We defined a formal language for pattern specification and algorithms for pattern detection. The pattern specifiers were formulas in a novel spatial-superposition logic and the pattern detection algorithms were adapted model checkers in this logic. By using machine learning, we constructed specifiers for various patterns. We developed algorithms to map a given (global) pattern specified as a spatial-superposition logic formula to (local) specifications to be satisfied by each cell, i.e., by the time-evolving synthetic circuit inserted in each cell. We have also developed optimization methods to tune the circuits and to determine robot intervention strategies.
In order to implement the robot intervention strategy, we developed a technology for delivery of inducer molecules and chemical payloads (e.g., proteins for interaction with the cell membrane) on a subcellular scale. This was achieved with a magnetically actuated robotic system.
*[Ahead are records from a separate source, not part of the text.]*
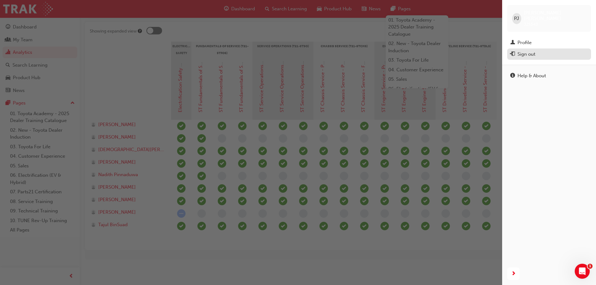 This screenshot has height=285, width=596. Describe the element at coordinates (532, 76) in the screenshot. I see `div: Help & About` at that location.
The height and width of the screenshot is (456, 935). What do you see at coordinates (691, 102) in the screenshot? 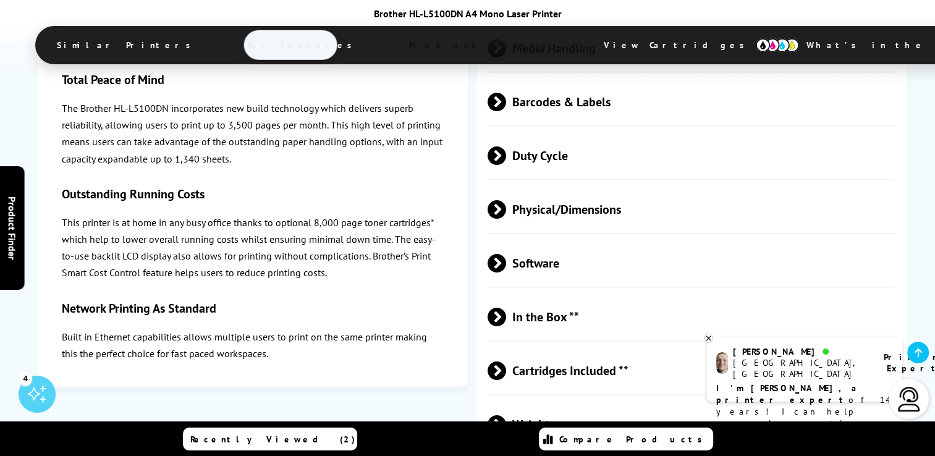
I see `span: Barcodes & Labels` at bounding box center [691, 102].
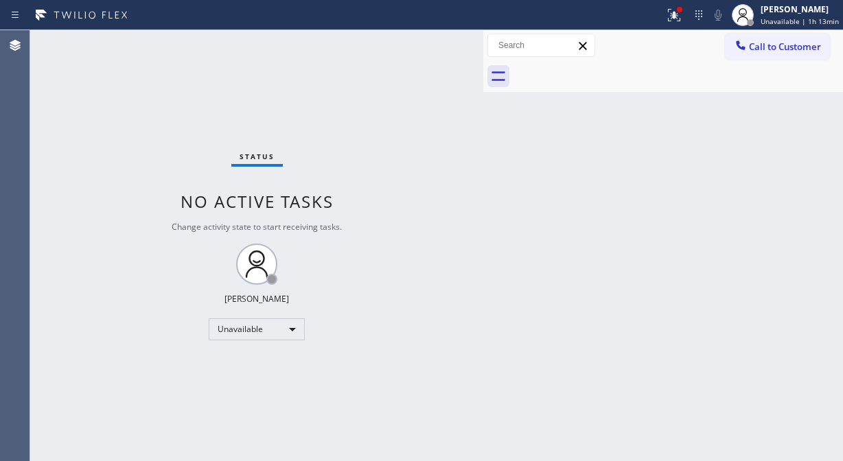  Describe the element at coordinates (784, 47) in the screenshot. I see `span: Call to Customer` at that location.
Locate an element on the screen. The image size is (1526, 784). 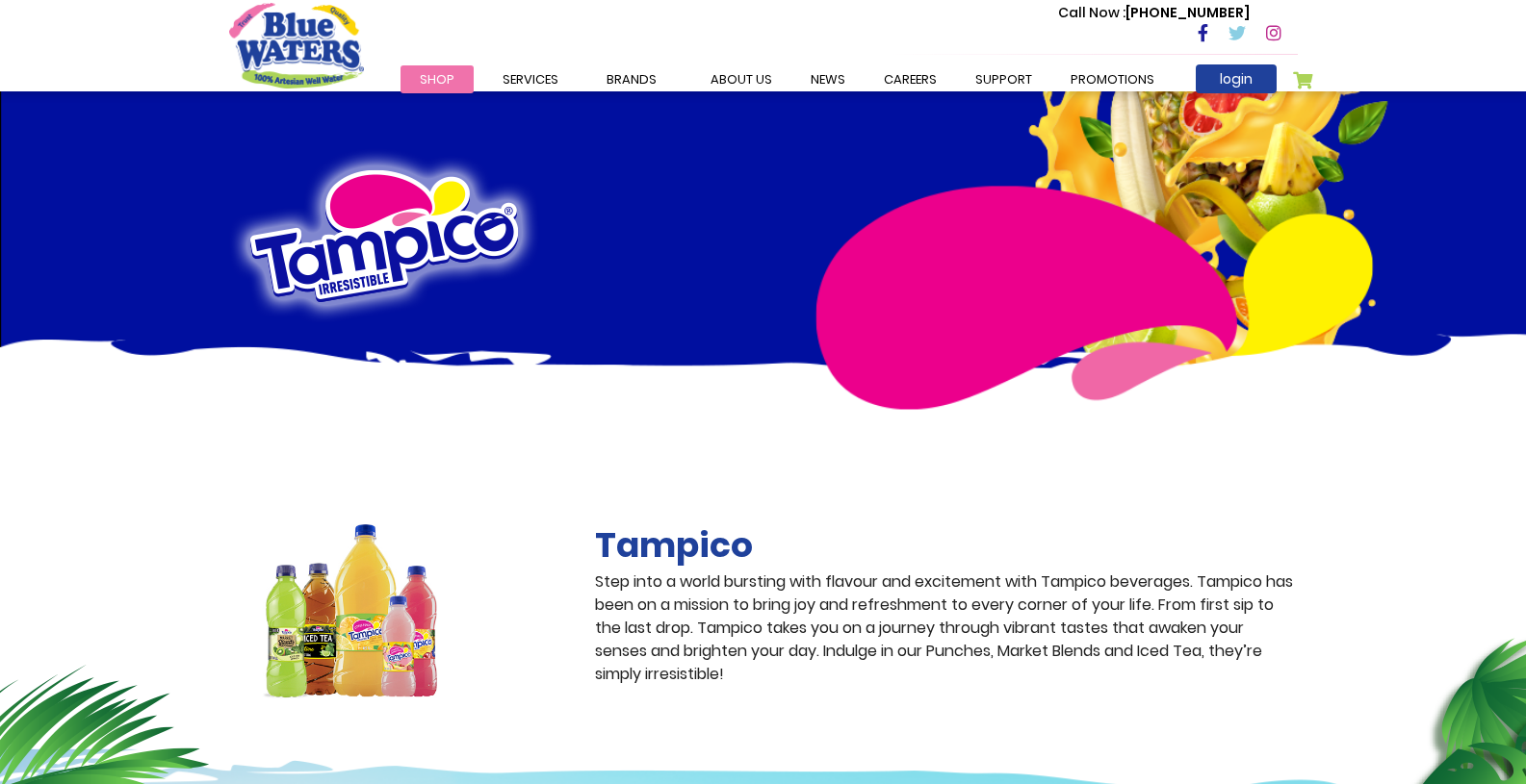
a: Promotions is located at coordinates (1112, 79).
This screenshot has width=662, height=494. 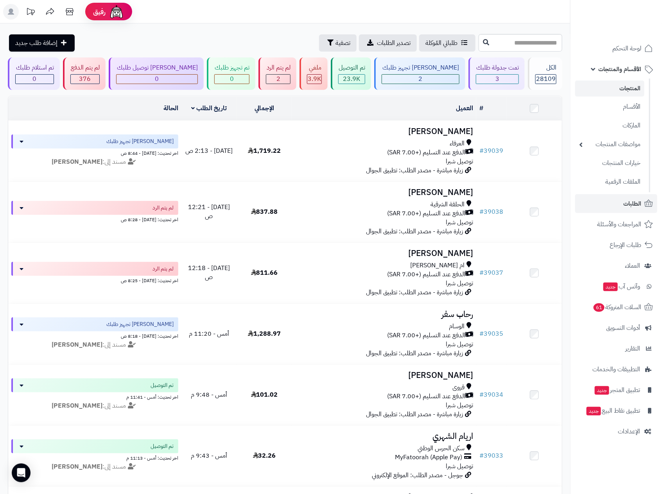 I want to click on a: المراجعات والأسئلة, so click(x=616, y=224).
We used auto-fluorescent robotic transporters and fluorescently labeled microbeads to aid tracking and control.
Experimentally, we controlled human pluripotent stem cell self organization by knock down of genes previously shown to affect stem cell colony organization. Our results demonstrate that morphogenic dynamics can be accurately predicted through model-driven exploration of hPSC behaviors via machine learning, and optimization can be used for spatial control of multicellular patterning to engineer human organoids and tissues.